Last Updated on: 3rd January 2016, 09:38 am
When I was going to write this post, it was going to be a seething post about how horrible a book this was. Now, I’m a wee bit conflicted about how I feel. In fact, I pretty much take everything back. Not all, but a lot.
The book was called Living Dead Girl by Elizabeth Scott. I didn’t know what genre it was, just read the description and borrowed it. Now I find out it’s a book for teens, and feel dead stupid for being so hard on her for the way she wrote it, and feel even dumber for choosing it. But it did make me think, so I guess it served its purpose.
The story is that a man kidnaps a young girl from a class trip. He is so slick, putting a baseball cap on her head making her look like a boy, that nobody connects the boy who left with him with the girl who goes missing. He renames her Alice, convinces her that the only way he would take her home would be to go there and kill her whole family while she watched, shows her newspaper clippings about the last girl he had kidnapped and killed, and puts her through horrible things to satisfy his own sexual depravity. But on the outside, he seems like a nice guy, and everybody thinks he is home-schooling his daughter because she has special needs.
Eventually, she is growing up too much to satisfy his need to have a little girl, so he makes her find a new little girl to kidnap. From beginning to end, the story is dark, hopeless, and it seems the message is that we are all either unobservant, evil, or dirty.
I think part of the problem was the book was too short. Everything happened too fast. When the second scene in the whole book is rape, how can things get any worse? You just shut down. You can’t handle that so fast.

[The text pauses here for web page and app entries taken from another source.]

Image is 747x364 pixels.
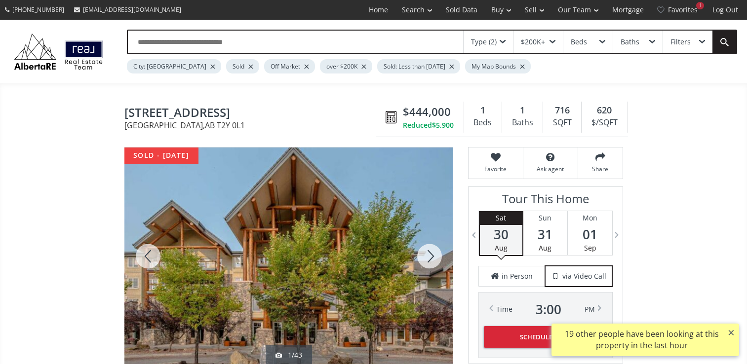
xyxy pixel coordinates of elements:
[523,228,567,241] span: 31
[320,59,372,74] div: over $200K
[507,104,538,117] div: 1
[548,116,576,130] div: SQFT
[696,2,704,9] div: 1
[521,39,545,45] div: $200K+
[469,104,497,117] div: 1
[528,165,573,173] span: Ask agent
[568,228,612,241] span: 01
[10,31,107,72] img: Logo
[484,326,607,348] button: Schedule Tour
[502,272,533,281] span: in Person
[403,120,454,130] div: Reduced
[496,303,595,317] div: Time PM
[480,228,522,241] span: 30
[557,329,727,352] div: 19 other people have been looking at this property in the last hour
[276,351,302,360] div: 1/43
[469,116,497,130] div: Beds
[478,192,613,211] h3: Tour This Home
[539,243,552,253] span: Aug
[587,104,622,117] div: 620
[568,211,612,225] div: Mon
[723,324,739,342] button: ×
[127,59,221,74] div: City: [GEOGRAPHIC_DATA]
[583,165,618,173] span: Share
[12,5,64,14] span: [PHONE_NUMBER]
[495,243,508,253] span: Aug
[584,243,597,253] span: Sep
[562,272,606,281] span: via Video Call
[587,116,622,130] div: $/SQFT
[377,59,460,74] div: Sold: Less than [DATE]
[226,59,259,74] div: Sold
[523,211,567,225] div: Sun
[480,211,522,225] div: Sat
[83,5,181,14] span: [EMAIL_ADDRESS][DOMAIN_NAME]
[571,39,587,45] div: Beds
[671,39,691,45] div: Filters
[555,104,570,117] span: 716
[124,148,199,164] div: sold - [DATE]
[264,59,315,74] div: Off Market
[507,116,538,130] div: Baths
[474,165,518,173] span: Favorite
[465,59,531,74] div: My Map Bounds
[621,39,639,45] div: Baths
[403,104,451,119] span: $444,000
[536,303,561,317] span: 3 : 00
[124,106,381,121] span: 2330 Fish Creek Boulevard SW #1204
[471,39,497,45] div: Type (2)
[124,121,381,129] span: [GEOGRAPHIC_DATA] , AB T2Y 0L1
[432,120,454,130] span: $5,900
[69,0,186,19] a: [EMAIL_ADDRESS][DOMAIN_NAME]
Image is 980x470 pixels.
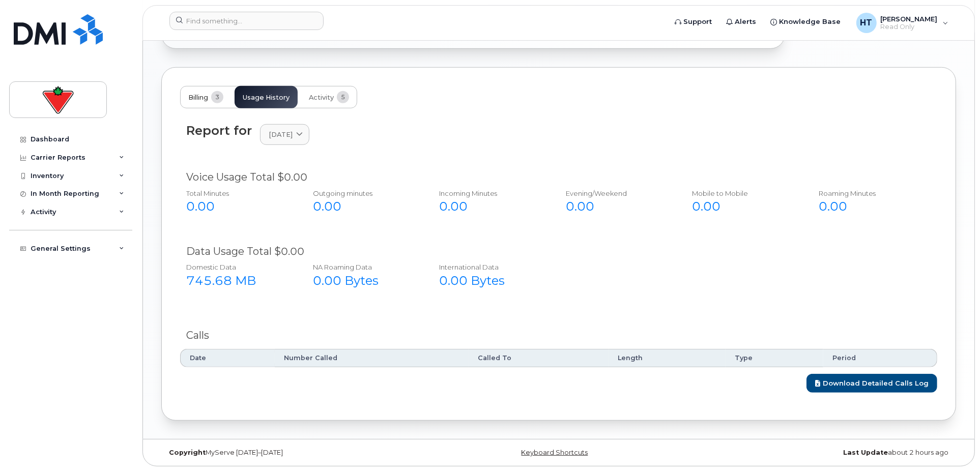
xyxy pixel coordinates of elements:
a: [DATE] [260,124,309,145]
div: 0.00 [693,198,797,215]
div: Domestic Data [186,263,291,272]
th: Date [180,349,275,367]
span: 5 [337,91,349,103]
span: Knowledge Base [780,17,841,27]
div: 0.00 [186,198,291,215]
div: Incoming Minutes [439,189,544,198]
a: Download Detailed Calls Log [807,374,937,393]
div: Heidi Tran [849,13,956,33]
div: MyServe [DATE]–[DATE] [161,449,427,456]
th: Period [823,349,937,367]
span: HT [861,17,873,29]
div: 0.00 Bytes [313,272,418,289]
a: Keyboard Shortcuts [521,449,588,456]
a: Support [668,12,720,32]
span: Support [684,17,713,27]
div: Roaming Minutes [819,189,923,198]
div: NA Roaming Data [313,263,418,272]
div: 745.68 MB [186,272,291,289]
span: [DATE] [269,129,293,139]
div: International Data [439,263,544,272]
span: Billing [188,93,208,102]
th: Type [725,349,823,367]
div: 0.00 [439,198,544,215]
a: Alerts [720,12,764,32]
div: Mobile to Mobile [693,189,797,198]
div: Data Usage Total $0.00 [186,244,931,259]
div: 0.00 [313,198,418,215]
span: Read Only [881,23,938,31]
strong: Copyright [169,449,206,456]
div: 0.00 Bytes [439,272,544,289]
th: Length [609,349,726,367]
span: [PERSON_NAME] [881,15,938,23]
div: about 2 hours ago [691,449,956,456]
div: Calls [186,328,931,343]
th: Number Called [275,349,468,367]
div: 0.00 [819,198,923,215]
div: Report for [186,124,252,137]
span: 3 [211,91,224,103]
span: Activity [309,93,334,102]
div: Evening/Weekend [566,189,670,198]
a: Knowledge Base [764,12,849,32]
div: Total Minutes [186,189,291,198]
th: Called To [468,349,609,367]
div: Outgoing minutes [313,189,418,198]
div: 0.00 [566,198,670,215]
strong: Last Update [843,449,888,456]
div: Voice Usage Total $0.00 [186,170,931,185]
span: Alerts [735,17,757,27]
input: Find something... [169,12,323,30]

Another thing I think is you are not allowed to come to any conclusions. They are shoved forcefully down your throat, probably because there isn’t time to flesh anything out slowly. You are told about her captor, Ray’s past. You are told what Ray’s mother would do to him. You are told straight up that Ray has nightmares where he begs his mom not to touch him there. It is all told to you, and you are just expected to believe it. There is no discovery. It’s just laid out there, without warning.
The third evil thought I couldn’t help but have was that the author was deriving some kind of pleasure from describing so much sexual abuse. It felt like it was a pedophile’s romance novel, and I just couldn’t take it. But I think that was my own mind putting up defenses against hearing about it. It had to vilify the author. It had to be the author’s fault. It wasn’t the fault of the evil character, or the fact that it does happen. It had to be the author’s fault.
As I read more of the book, I began to get angry at Alice. I felt for her, but then I would get angry. She would say that nobody noticed, but when someone did, she would throw them off the trail. You’re not making it easy, kid. Then part of me would understand that it wasn’t her fault, it was his for screwing up her mind so badly that she was afraid to reach out and get help. But I would still be pissed off, saying how can she blame the world for not saving her when she won’t let them? I think that comes from me working in social work, and knowing you can’t force help on someone, you can only offer it…and I wanted to strangle her for blaming everyone, even the ones who tried to help, for not looking. They looked, they saw, you pushed them away!
There were times when I grew to hate Alice, hate her for manipulating a boy who she saw as easy to manipulate, hate her for breaking that kid’s pencil out of spite, hate her and think about how she wasn’t worth saving, wasn’t capable of being redeemed. Then I’d hate myself for hating her. She didn’t ask to be Alice, after all.
Then there were moments when I thought Alice would turn and stand up for herself, moments when I wanted to cheer…but she slumped back down just as quickly.
And then there were really stupid moments, like near the end. He was going to go kidnap the new little girl and get Alice to help him, but he got mad, and he stabbed her in the shoulder. After a neighbour knocked on the door and he convinced them that everything was fine, he took Alice to go kidnap the girl, and still wanted her to help…and didn’t do anything about the bleeding. So there she is, wandering around the playground bleeding. Yeah, and that’s believable. What happened to all the stuff about hiding the evidence and covering up? It all feels like it’s unravelling, and all the rules don’t matter.
I wasn’t even going to write about this book. But then I had a dream about it. I dreamed there was a conference called the Shitty Authors’ Conference. Yep, that was the name of it. I don’t know why I was there, I appeared to be watching to see who showed up and truly believed they were a shitty author. Elizabeth Scott showed up, and there was Raymond Feist, and Aaron Rayburn, and Dean Koontz, and even Sue Grafton was there to become un-shitty, and Ro’s friend Joni was trying to show them how not to suck at writing. What a silly dream!
But I did finish the book practically in one sitting, and I did want to see how it ended, so I guess it wasn’t all bad. Has anyone else read this one? Do you think what I do?